Results 1 to 10 of 10
-
2023-03-26, 05:09 PM (ISO 8601)
- Join Date
- Jun 2013
- Location
- Bristol, UK
Has anyone made a colour bliindness simulator?
It seems like something that would be possible to do for photographs, if perhaps not in real time for film without a very expensive graphics card.
The end of what Son? The story? There is no end. There's just the point where the storytellers stop talking.
-
2023-03-26, 05:30 PM (ISO 8601)
- Join Date
- Jul 2019
Re: Has anyone made a colour bliindness simulator?
Lots of people.
Here's the first one I found.
https://www.color-blindness.com/cobl...ess-simulator/
-
2023-03-26, 11:05 PM (ISO 8601)
- Join Date
- Jul 2010
Re: Has anyone made a colour bliindness simulator?
Do any decent VR goggles have stereo cameras? If so, maybe a real-time 3D version of this could be made.
AFAIK, most augmented reality hardware puts a HUD on transparent glasses. Those wouldn't block the real vision of the user, so wouldn't work for this.
Actually, I suppose the cameras could be a clip-on peripheral?
-
2023-03-27, 06:50 AM (ISO 8601)
- Join Date
- Jul 2017
Re: Has anyone made a colour bliindness simulator?
A quick look for "color blind simulator" shows that phone apps, photo filters, and browser modes all exist towards that end. Having a phone app and looking through that might be a little odd, but less so than walking around outside with VR glasses strapped to your face. (The googling did also turn up glasses that simulate certain kinds of color blindness, but I can't vouch for how good they are or how many kinds of color blindness could be simulated with lenses.)
If you just want to simulate generic color-blindness and you're using windows, it might be easiest to go into settings/accessibility/color filters, activate grayscale, and open up any 3d video game. There are other filters that mitigate the effects of certain kinds of color blindness, and they might be used to get the experience of having a shifted visual color palate. Filters to simulate color blindness as a general setting on your computer are less likely because there's less call to program them, but in principle it's just as easy.Last edited by Anymage; 2023-03-27 at 06:51 AM.
-
2023-03-27, 10:14 AM (ISO 8601)
- Join Date
- Sep 2016
Re: Has anyone made a colour bliindness simulator?
A lot of modern video games HAVE "colorblind mode" in their accessibility options, which will shift all the colors around to make stuff in-game more visible to those with specific colorblindness types. It won't be a "true" experience but it's the closest you're likely to get.
-
2023-03-27, 10:50 AM (ISO 8601)
- Join Date
- Feb 2016
Re: Has anyone made a colour bliindness simulator?

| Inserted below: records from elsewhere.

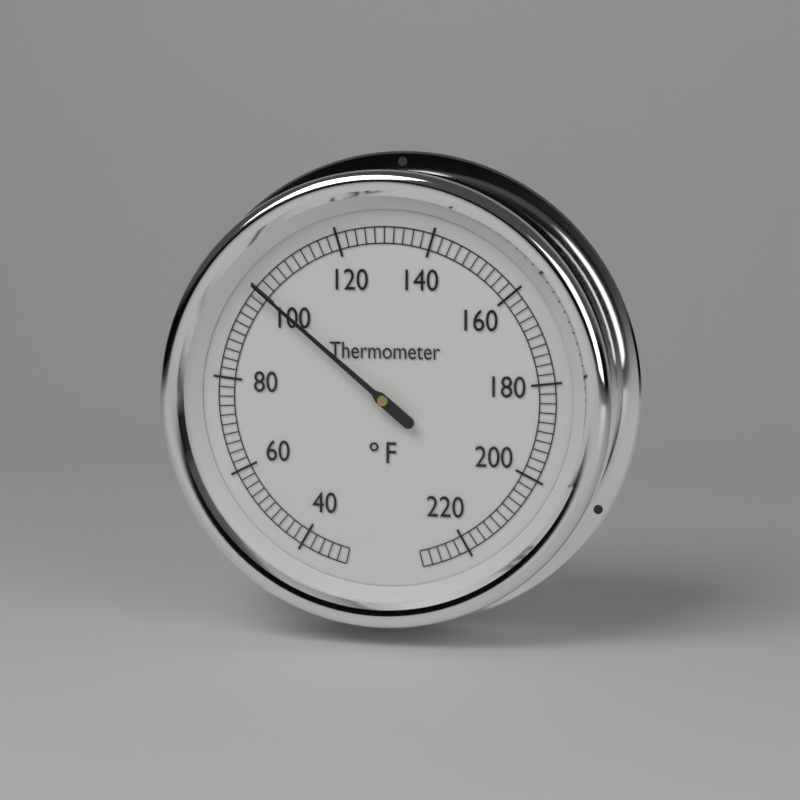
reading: 100 °F
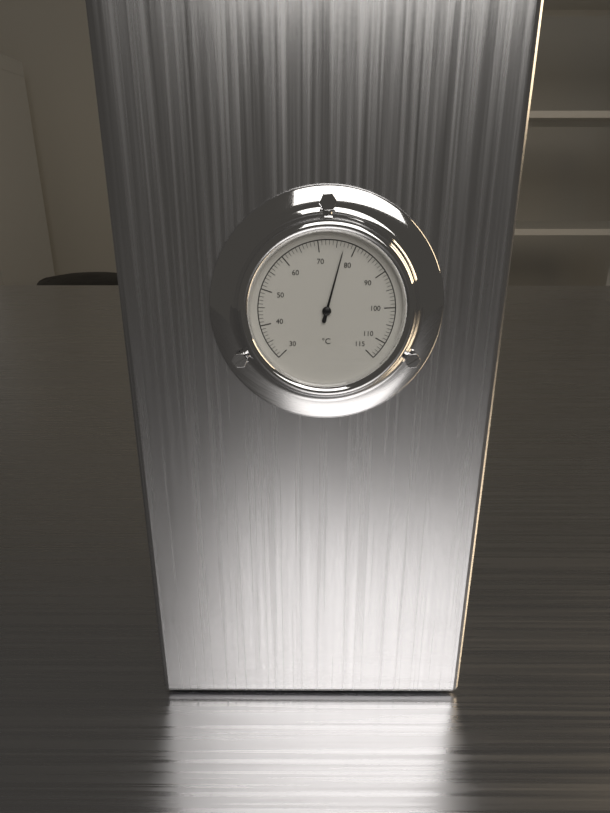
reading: 77 °C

Partial colorblindness might be a bit trickier to find but there's a lot of stuff out there that can simulate total color blindness. In addition to anything with a color setring that can be turned down/off, some camera programs have an effects setting that can be set to black and white
"If you want to understand biology don't think about vibrant throbbing gels and oozes, think about information technology" -Richard Dawkins
Omegaupdate Forum
WoTC Forums Archive + Indexing Projext
PostImage, a free and sensible alternative to Photobucket
Temple+ Modding Project for Atari's Temple of Elemental Evil
Morrus' RPG Forum (EN World v2)
-
2023-03-28, 01:23 PM (ISO 8601)
- Join Date
- Aug 2019
Re: Has anyone made a colour bliindness simulator?
Such a filter is one of the easiest tasks for a cpu or graphics card. You just need to take each pixel, look at its color and compute the output color for the type of color blindness of your choice. Should be a few additions and a fixed scaling.
As said, your phone can probably do it in real time.
-
2023-03-28, 03:48 PM (ISO 8601)
- Join Date
- Jun 2013
- Location
- Bristol, UK
-
2023-04-12, 04:09 PM (ISO 8601)
- Join Date
- Mar 2020
Re: Has anyone made a colour bliindness simulator?
You don't need electronics for this. Lenses made to filter specific wavelengths of light will do. Even looking at things through a piece of colored glass will approximate the effect. But yes, it would be a piece of cake for modern imaging software.
-
2023-04-13, 07:44 AM (ISO 8601)
- Join Date
- Dec 2015
Re: Has anyone made a colour bliindness simulator?
It has been done for photographs. Search on Google images for "what things look like to people with various forms of colorblindness" and there is a bounty of examples. It is simple crosswalk of the color-encoding of visual files for anything digital, so it shouldn't be overly taxing on computation.